Each season brings its gifts. The greatest is the gift of rhythm and predictability. There is comfort in predictability. No matter what events spin around us, day still follows night. Spring leads to summer, which in turn becomes fall.

And then, there’s winter. The time of the year when the earth and her inhabitants hunker down and know in full faith that eventually spring will emerge, and the cycle begins again.

A part of me dreads the coming winter, with its memories of ice storms, snow, and power outages. Cold, gray days often seem interminable, just like their litany of scraping icy windshields and sprinkling salt on the sidewalks.

Still, winter brings its gifts. Even in winter there is growth. Underground, the tree roots prepare themselves to push life once again into the tree branches.

Life is there, but hidden, preparing to re-emerge. If it’s true for trees, it can be true for people too.

 

Seasons of Life

Ten years ago, my life changed. My husband was diagnosed with terminal cancer. Cancer is what happens when the rhythm of life is altered. What should be dependable is not.

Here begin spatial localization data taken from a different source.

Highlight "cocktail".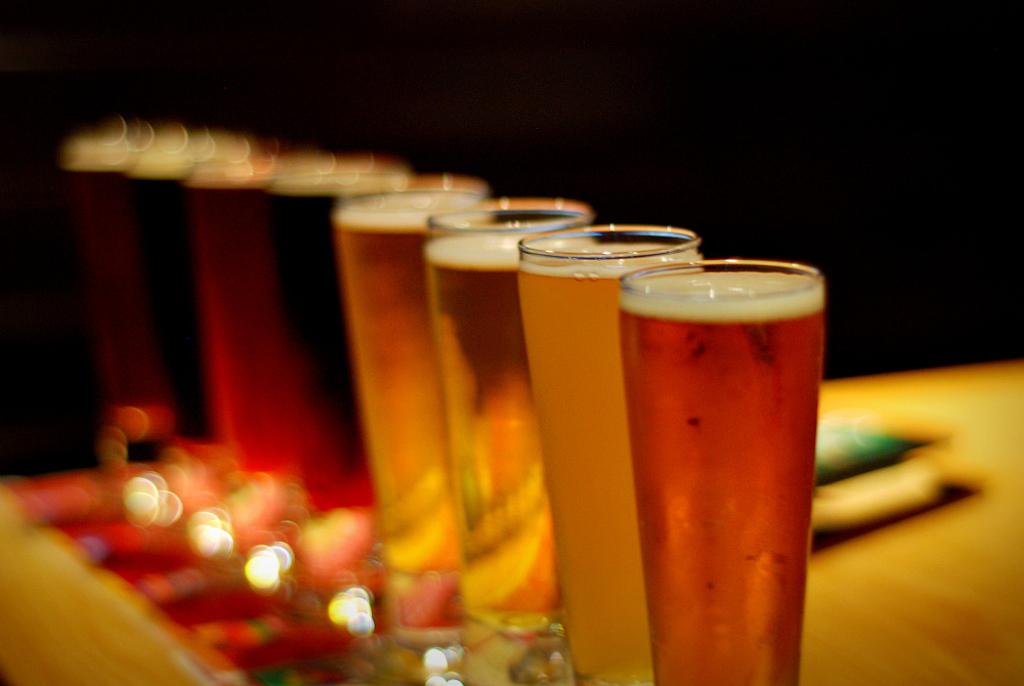
Highlighted region: (569, 237, 840, 667).
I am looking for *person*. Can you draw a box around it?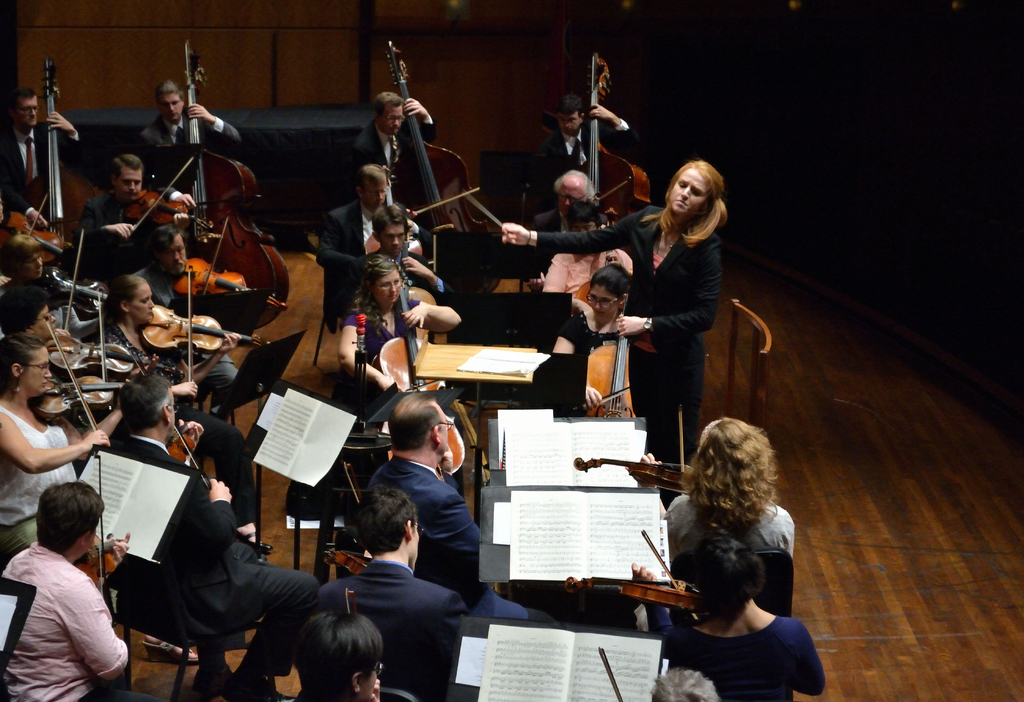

He fought hard and I was his number one cheerleader, but it came to the point where we needed help. We moved closer to family. In that process, we left my dream job in my dream town and a home whose renovation was completed just before the diagnosis. As James slipped away at home surrounded by people who loved him, I knew that this move was essential for us both.

But that wasn’t all. Within a space of two years, my husband, my mother, my brother, and my dog died.

That’s when my winter began.

Just like the sap withdraws to protect its strength, I withdrew. My little bungalow home became my hermitage, my safe place, to recover from a wounded heart.

I’m not the same person I was when my husband and I moved into this bungalow seven years ago. It’s been five years since his death. Now something is finally beginning to stir in me.

 

Each Season Has Its Gifts

Winter will soon be here, and while it may seem bleak and long, I find solace in acknowledging this dormant time of quiet growth.

Like Sleeping Beauty after her decades-long nap, I’ve had my waking moment. With it comes an affectionate embrace of the past followed by release.

I miss those whom I’ve lost. I miss the job I loved and my wonderful former home. That home was for a different season of life. My little gray bungalow is what I needed for my season of winter and recovery.

My surroundings may soon be wrapped in winter, but I know in my heart that spring is already stirring within me. I look forward, with anticipation and hope, to whatever the next season may bring.